About time someone realized that re-centralizing back to GitHub’s services isn’t a good idea in the long run as I said before [0] during the recent ‘Dockerpocalypse’ thread.
Perhaps there is some glimmer of hope for self-hosting after all.
It's been a while since I've looked into self-hosted alternatives, do you happen to have any concrete suggestions applicable to solo developers or small teams with limited time and budgets (i.e. not self-hosted GitLab)?
The last time I've looked at self-hosted CI/CD, Concourse stood out as one of the more promising options.
As for code and container registry - Gitea? It seems like it has an integrated container registry now, so that's a plus.
If you're just looking for docker, the official docker registry[0] is quite literally just a docker container. The only problem is that authentication is very much geared around being totally private (as in, they recommend you just throw nginx in front of it). Couldn't find much on a "read-only" version of that.
GitLab is an overbloated mess that you can't really justify unless you have organization-style funding/tax-writeoffs for the server (at which point it's easily the best choice). It expects CI/CD to exist for all projects, even though it can run without it, you'll be missing quite a number of features (the main example is that GitLab demands release builds to be generated through CI unless you want to manipulate the API with curl on your dev machine, vis-a-vis uploading things). It needs a somewhat beefy server unless you go out of your way to downtune the entire thing (which requires quite a bit of configuration), a 5$ VPS will not suffice.
Gitea mostly rocks and in my experience runs on even that 5$ VPS, but it does not ship with any CI/CD by design. They do have a list of external services[1] that can provide CI that can integrate with their software, so you can have CI/CD. Personally I'd recommend Gitea if you're looking to selfhost.
> Gitea mostly rocks and in my experience runs on even that 5$ VPS, but it does not ship with any CI/CD by design. They do have a list of external services[1] that can provide CI that can integrate with their software, so you can have CI/CD. Personally I'd recommend Gitea if you're looking to selfhost.
Currently using Gitea + Sonatype Nexus + Drone CI which has worked nicely for my own needs, after previously running self-hosted GitLab for a few years, but finding the updates to be a bit problematic: https://blog.kronis.dev/articles/goodbye-gitlab-hello-gitea-...
That said, Woodpecker might be a more open CI offering, licensing wise and works similarly to Drone.
But personally I wouldn't judge others for picking whatever else they are familiar with and what works for them, even if that choice would be Jenkins or something like that.
It’s just a game of hot potato with platforms that are willing to foot the bill for the bandwidth and storage for some other business gain.
Self-hosting your own private registry is easy and cheap but for a public registry you’re essentially writing a blank check letting randos across the internet pull your image a million times from their CI pipeline and cost you egress fees.
Perhaps there is some glimmer of hope for self-hosting after all.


**What the task asks**
Gather every line in the records below that contains the word "Save".
*****
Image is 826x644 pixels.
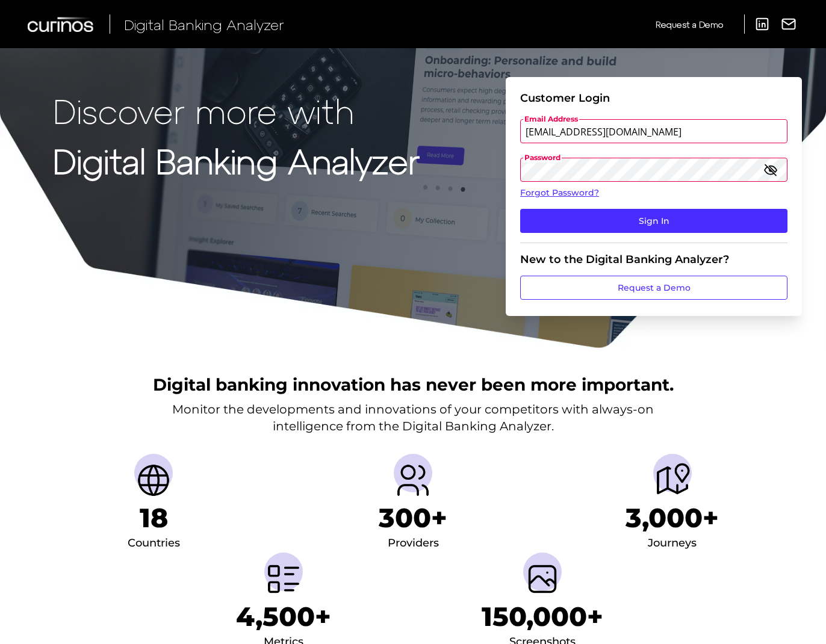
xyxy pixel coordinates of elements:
[625,502,719,534] h1: 3,000+
[28,17,95,32] img: Curinos
[53,141,419,180] strong: Digital Banking Analyzer
[520,276,787,300] a: Request a Demo
[520,186,787,199] a: Forgot Password?
[265,560,303,598] img: Metrics
[523,114,579,124] span: Email Address
[523,153,561,162] span: Password
[523,560,561,598] img: Screenshots
[520,92,787,104] div: Customer Login
[124,16,284,33] span: Digital Banking Analyzer
[172,401,654,434] p: Monitor the developments and innovations of your competitors with always-on intelligence from the...
[655,14,723,35] a: Request a Demo
[388,534,439,553] div: Providers
[153,373,673,396] h2: Digital banking innovation has never been more important.
[128,534,180,553] div: Countries
[236,600,331,633] h1: 4,500+
[520,209,787,233] button: Sign In
[520,252,787,266] div: New to the Digital Banking Analyzer?
[394,461,432,500] img: Providers
[53,92,419,129] p: Discover more with
[653,461,691,500] img: Journeys
[140,502,168,534] h1: 18
[135,461,173,500] img: Countries
[648,534,696,553] div: Journeys
[482,600,603,633] h1: 150,000+
[379,502,447,534] h1: 300+
[655,20,723,29] span: Request a Demo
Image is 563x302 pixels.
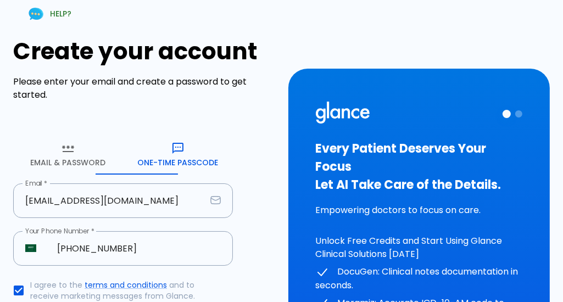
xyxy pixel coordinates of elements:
a: terms and conditions [85,279,167,290]
button: Email & Password [13,135,123,175]
p: Please enter your email and create a password to get started. [13,75,275,102]
img: unknown [25,244,36,252]
h3: Every Patient Deserves Your Focus Let AI Take Care of the Details. [316,139,523,194]
button: One-Time Passcode [123,135,233,175]
input: your.email@example.com [13,183,206,218]
p: Unlock Free Credits and Start Using Glance Clinical Solutions [DATE] [316,234,523,261]
button: Select country [21,238,41,258]
img: Chat Support [26,4,46,24]
h1: Create your account [13,38,275,65]
p: DocuGen: Clinical notes documentation in seconds. [316,265,523,292]
p: I agree to the and to receive marketing messages from Glance. [30,279,224,301]
p: Empowering doctors to focus on care. [316,204,523,217]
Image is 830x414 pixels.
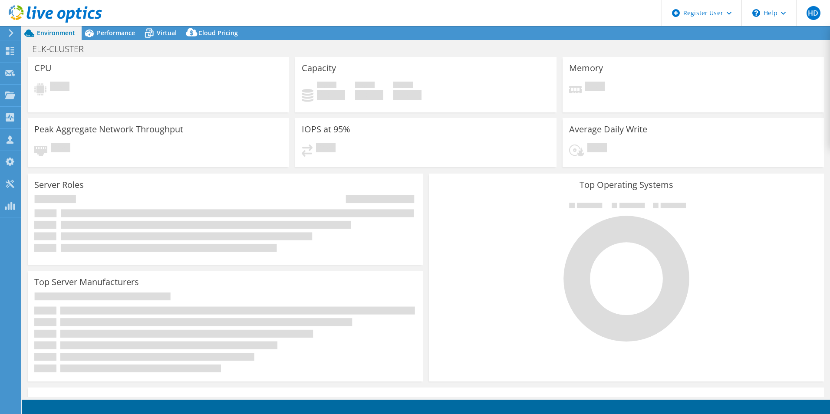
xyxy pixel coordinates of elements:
[355,82,375,90] span: Free
[355,90,384,100] h4: 0 GiB
[34,180,84,190] h3: Server Roles
[585,82,605,93] span: Pending
[588,143,607,155] span: Pending
[198,29,238,37] span: Cloud Pricing
[28,44,97,54] h1: ELK-CLUSTER
[569,125,648,134] h3: Average Daily Write
[302,125,350,134] h3: IOPS at 95%
[34,278,139,287] h3: Top Server Manufacturers
[317,90,345,100] h4: 0 GiB
[157,29,177,37] span: Virtual
[807,6,821,20] span: HD
[50,82,69,93] span: Pending
[393,90,422,100] h4: 0 GiB
[436,180,818,190] h3: Top Operating Systems
[37,29,75,37] span: Environment
[753,9,760,17] svg: \n
[302,63,336,73] h3: Capacity
[393,82,413,90] span: Total
[569,63,603,73] h3: Memory
[51,143,70,155] span: Pending
[97,29,135,37] span: Performance
[34,63,52,73] h3: CPU
[317,82,337,90] span: Used
[316,143,336,155] span: Pending
[34,125,183,134] h3: Peak Aggregate Network Throughput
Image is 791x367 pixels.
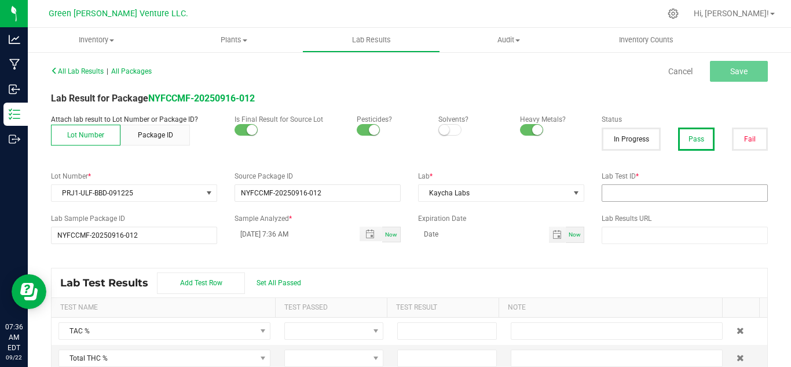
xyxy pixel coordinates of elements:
[569,231,581,237] span: Now
[438,114,503,125] p: Solvents?
[666,8,680,19] div: Manage settings
[602,127,661,151] button: In Progress
[235,171,401,181] label: Source Package ID
[9,34,20,45] inline-svg: Analytics
[418,213,584,224] label: Expiration Date
[51,114,217,125] p: Attach lab result to Lot Number or Package ID?
[9,133,20,145] inline-svg: Outbound
[49,9,188,19] span: Green [PERSON_NAME] Venture LLC.
[602,213,768,224] label: Lab Results URL
[336,35,407,45] span: Lab Results
[360,226,382,241] span: Toggle popup
[148,93,255,104] a: NYFCCMF-20250916-012
[419,185,569,201] span: Kaycha Labs
[28,28,165,52] a: Inventory
[59,350,255,366] span: Total THC %
[52,227,217,243] input: NO DATA FOUND
[602,171,768,181] label: Lab Test ID
[157,272,245,294] button: Add Test Row
[120,125,190,145] button: Package ID
[577,28,715,52] a: Inventory Counts
[235,185,400,201] input: NO DATA FOUND
[9,83,20,95] inline-svg: Inbound
[235,226,347,241] input: MM/dd/yyyy HH:MM a
[12,274,46,309] iframe: Resource center
[235,213,401,224] label: Sample Analyzed
[60,276,157,289] span: Lab Test Results
[710,61,768,82] button: Save
[257,279,301,287] span: Set All Passed
[730,67,748,76] span: Save
[441,35,577,45] span: Audit
[732,127,768,151] button: Fail
[418,226,549,241] input: Date
[235,114,339,125] p: Is Final Result for Source Lot
[166,35,302,45] span: Plants
[520,114,584,125] p: Heavy Metals?
[111,67,152,75] span: All Packages
[59,323,255,339] span: TAC %
[9,108,20,120] inline-svg: Inventory
[107,67,108,75] span: |
[51,213,217,224] label: Lab Sample Package ID
[51,171,217,181] label: Lot Number
[440,28,577,52] a: Audit
[5,321,23,353] p: 07:36 AM EDT
[387,298,499,317] th: Test Result
[602,114,768,125] label: Status
[668,65,693,77] a: Cancel
[275,298,387,317] th: Test Passed
[51,93,255,104] span: Lab Result for Package
[9,58,20,70] inline-svg: Manufacturing
[165,28,302,52] a: Plants
[302,28,440,52] a: Lab Results
[51,125,120,145] button: Lot Number
[52,185,202,201] span: PRJ1-ULF-BBD-091225
[28,35,165,45] span: Inventory
[694,9,769,18] span: Hi, [PERSON_NAME]!
[678,127,714,151] button: Pass
[499,298,722,317] th: Note
[549,226,566,243] span: Toggle calendar
[385,231,397,237] span: Now
[51,67,104,75] span: All Lab Results
[418,171,584,181] label: Lab
[603,35,689,45] span: Inventory Counts
[357,114,421,125] p: Pesticides?
[52,298,275,317] th: Test Name
[5,353,23,361] p: 09/22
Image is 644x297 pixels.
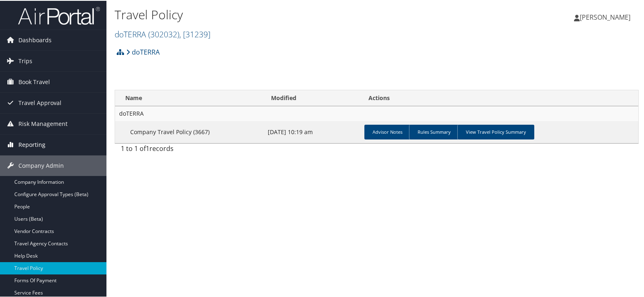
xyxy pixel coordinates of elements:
[115,28,210,39] a: doTERRA
[115,89,264,106] th: Name: activate to sort column ascending
[18,29,51,50] span: Dashboards
[146,143,150,152] span: 1
[18,92,62,112] span: Travel Approval
[18,71,50,91] span: Book Travel
[364,124,411,139] a: Advisor Notes
[264,89,361,106] th: Modified: activate to sort column ascending
[18,134,45,154] span: Reporting
[457,124,534,139] a: View Travel Policy Summary
[115,120,264,142] td: Company Travel Policy (3667)
[126,43,160,60] a: doTERRA
[121,143,240,157] div: 1 to 1 of records
[148,28,179,39] span: ( 302032 )
[579,12,630,21] span: [PERSON_NAME]
[18,50,32,71] span: Trips
[18,154,64,175] span: Company Admin
[264,120,361,142] td: [DATE] 10:19 am
[115,6,464,23] h1: Travel Policy
[18,113,68,133] span: Risk Management
[409,124,459,139] a: Rules Summary
[179,28,210,39] span: , [ 31239 ]
[18,6,100,25] img: airportal-logo.png
[574,4,638,29] a: [PERSON_NAME]
[361,89,638,106] th: Actions
[115,106,638,120] td: doTERRA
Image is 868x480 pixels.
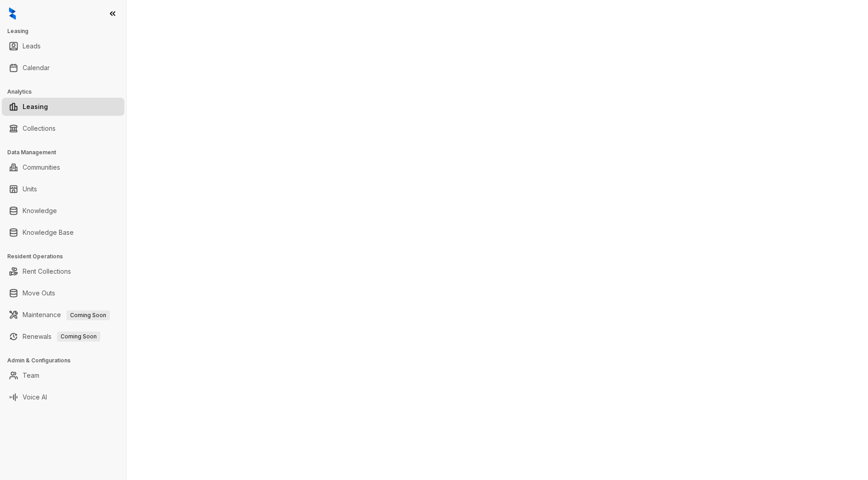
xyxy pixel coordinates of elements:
[1,224,124,241] li: Knowledge Base
[22,224,74,241] a: Knowledge Base
[22,366,39,385] a: Team
[22,328,100,346] a: RenewalsComing Soon
[7,88,126,96] h3: Analytics
[1,389,124,406] li: Voice AI
[57,331,100,342] span: Coming Soon
[67,311,110,320] span: Coming Soon
[22,37,41,55] a: Leads
[1,366,124,385] li: Team
[7,253,126,261] h3: Resident Operations
[1,262,124,281] li: Rent Collections
[1,158,124,177] li: Communities
[22,389,47,406] a: Voice AI
[22,98,48,116] a: Leasing
[1,284,124,302] li: Move Outs
[1,202,124,220] li: Knowledge
[1,37,124,55] li: Leads
[9,7,16,20] img: logo
[1,59,124,77] li: Calendar
[1,120,124,137] li: Collections
[7,357,126,365] h3: Admin & Configurations
[1,98,124,116] li: Leasing
[1,306,124,324] li: Maintenance
[1,328,124,346] li: Renewals
[22,59,50,77] a: Calendar
[22,202,57,220] a: Knowledge
[22,262,71,281] a: Rent Collections
[7,27,126,36] h3: Leasing
[7,149,126,157] h3: Data Management
[22,180,37,198] a: Units
[22,120,56,137] a: Collections
[22,284,55,302] a: Move Outs
[22,158,60,177] a: Communities
[1,180,124,198] li: Units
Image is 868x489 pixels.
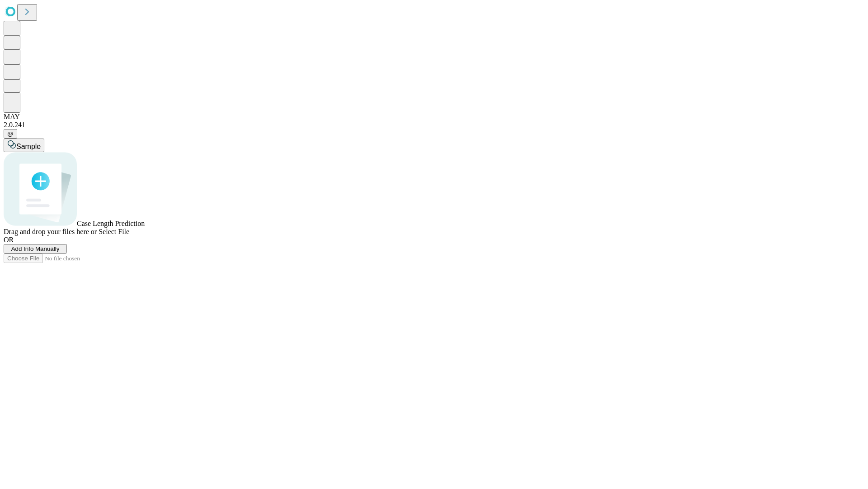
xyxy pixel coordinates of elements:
div: MAY [4,113,865,120]
button: @ [4,129,17,139]
div: 2.0.241 [4,120,865,129]
span: OR [4,235,13,243]
span: Drag and drop your files here or [4,228,97,235]
span: @ [7,131,13,137]
span: Sample [17,143,41,150]
span: Add Info Manually [11,245,60,252]
button: Add Info Manually [4,244,67,254]
span: Select File [98,228,129,235]
button: Sample [4,139,44,152]
span: Case Length Prediction [77,220,145,227]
*****
**Response area**
[710,61,768,82] button: Save
[730,67,748,76] span: Save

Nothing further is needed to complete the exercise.